Building a Live-Coding Editor for a Text-Based Music Language
How a plain textarea became a full syntax-highlighted, tooltip-rich, scrub-to-edit live-coding environment — without CodeMirror, without a framework, and without breaking undo.
Where This Comes From
I've been investing in tools for live music performance for a while. If you look at alvadub on GitHub — that's me too. A collection of experiments: MIDI utilities, beat tools, notation drafts. Things I built because I needed them, or because I was trying to understand something.
I got deep into Strudel — the browser-based live-coding environment built on Tidal Cycles patterns. I spent time with its API, got familiar with how it handles pattern evaluation, its block-eval shortcuts, how it treats the editor as part of the performance rather than just a text input. It's excellent work.

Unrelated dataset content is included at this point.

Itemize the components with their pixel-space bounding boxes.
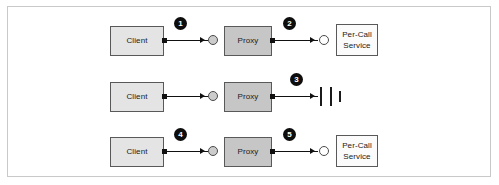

But it wasn't quite what I wanted. Strudel's model is functional and pattern-oriented — powerful, but not how I think about music when I'm prototyping. I think in tracks, sections, arrangements. I want to write %bass f#2 c#2 e2 and have it play, not compose a pattern combinator expression. I tried hacking Strudel to fit that model, but you can't bend a system that far without losing the thing that made it good.
So I built my own.
MIDI on SCOOPS has existed for a while as a plain-text music prototyping tool. You write tracks, rhythms, and arrangements in a notation called DUB:
%bass f#2 c#2 e2 f#2
%chord a3|c#4|f#4
# synth
@A
#94 75 x --x- - ---- %chord
## drums
@A
#0 50 x-x- x-x- x-x- x-x-
> A *8
Hit play, it loops. Change a note, the loop hot-swaps on the next beat. Simple model.
The original playground was a Svelte component: a <textarea> wired to a player. It worked. But it was also a barrier — the notation has seventeen meaningful token types and zero visual feedback. You had to already know what tok-section, tok-mode, tok-arrangement, and [xx] meant.
The rewrite was the opportunity to fix that.
The Editor Overlay Pattern
The first decision: no CodeMirror.
CodeMirror is excellent software, but it brings a dependency, a grammar format, and a significant surface area to maintain. The playground is already a tight build with no framework. I wanted to keep it that way.
The alternative is the pre/textarea overlay approach. It's how CodeFlask and Prism Live work. The idea:
- A
<textarea>handles all input natively — caret, selection, undo/redo, paste, Tab, IME composition. Nothing breaks. - A
<pre>sits directly underneath, containing the highlighted HTML. Both share identicalfont,size,padding, andline-height. - The
textareais made transparent (color: transparent; caret-color: var(--text)) so only the caret is visible. The colour comes from thepre. - On every
inputevent, thepreis updated and scroll is synced.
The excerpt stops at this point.